I recently make the jump from steppers to servos on my taig mini mill. I run linuxcnc through mesa 5i25 & 7i76 cards. I had the system up and running for a total of 10 hours before I started running into issues. Now I tend to blow a DYN2 drive after a couple minutes of operation. DMM first suggested that I add additional capacitors to my system after the PSU so I did. I tested this and broke yet another DYN2 drive. Anyway, here is the schematic for the power side of my system:



I have 120 coming from the wall (through a power strip) into a 60V DC PSU. The 3 fuses that are shown are 15A slow blow fuses (digikey pn: F1776-ND). Both times I have fried a DYN2 drive, the fuse on the X axis has blown. The first time a drive was fried, it was when my mill was decelerating in the X from 300 IPM to 0. I was manually jogging (with the keyboard) the second time so it is difficult to know exactly when it happened. I do not have any of the alarm pins on the DYN2 hooked up at the moment.

System setup
Max velocity: 5 IPS (300 IPM)
Max acceleration: 20 inches per second per second
Ball Screw Pitch: 2.5mm (for maths sake, lets call it 0.1")
DYN2 drive PN: DYN2-TLAS-00
Motor PN: 57N-DHT-6ATD1

I sent the first fried DYN2 back to DMM and this was their response:

The drive you returned had two burned power transistors caused by over voltage, so we will need to invoice for the drive repair and will send a payment link now. Make sure to put the capacitors at the 60VDC power supply output to smooth and voltage fluctuations.

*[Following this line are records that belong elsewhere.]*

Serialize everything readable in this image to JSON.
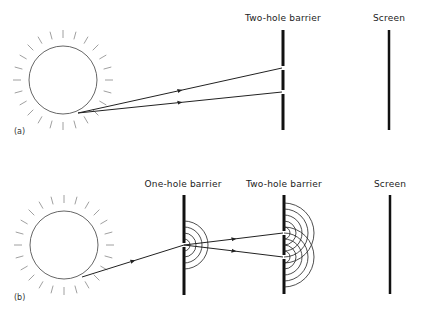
{
  "panels": {
    "a": {
      "tag": "(a)",
      "labels": {
        "two_hole_barrier": "Two-hole barrier",
        "screen": "Screen"
      }
    },
    "b": {
      "tag": "(b)",
      "labels": {
        "one_hole_barrier": "One-hole barrier",
        "two_hole_barrier": "Two-hole barrier",
        "screen": "Screen"
      }
    }
  },
  "colors": {
    "ink": "#222222",
    "sun_outline": "#555555",
    "rays": "#888888",
    "background": "#ffffff"
  }
}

I added the two capacitors as they suggested and fried a second drive. At this point, I believe they are just taking guesses and hoping the problem goes away. But at $150 and 1 week lead time, I do not want to keep taking guesses. I personally don't understand how a single drive can be failing due to over voltage from the PSU since all 3 drives are connected in parallel. Does anyone here have any ideas on what I can/should test? The last kit I purchased from them (due to arrive tomorrow) includes two 48V PSUs (to get the necessary power), a new motor and a new DYN2 drive. I will have a total of 4 working drives once this package arrives (X,Y,Z & spare).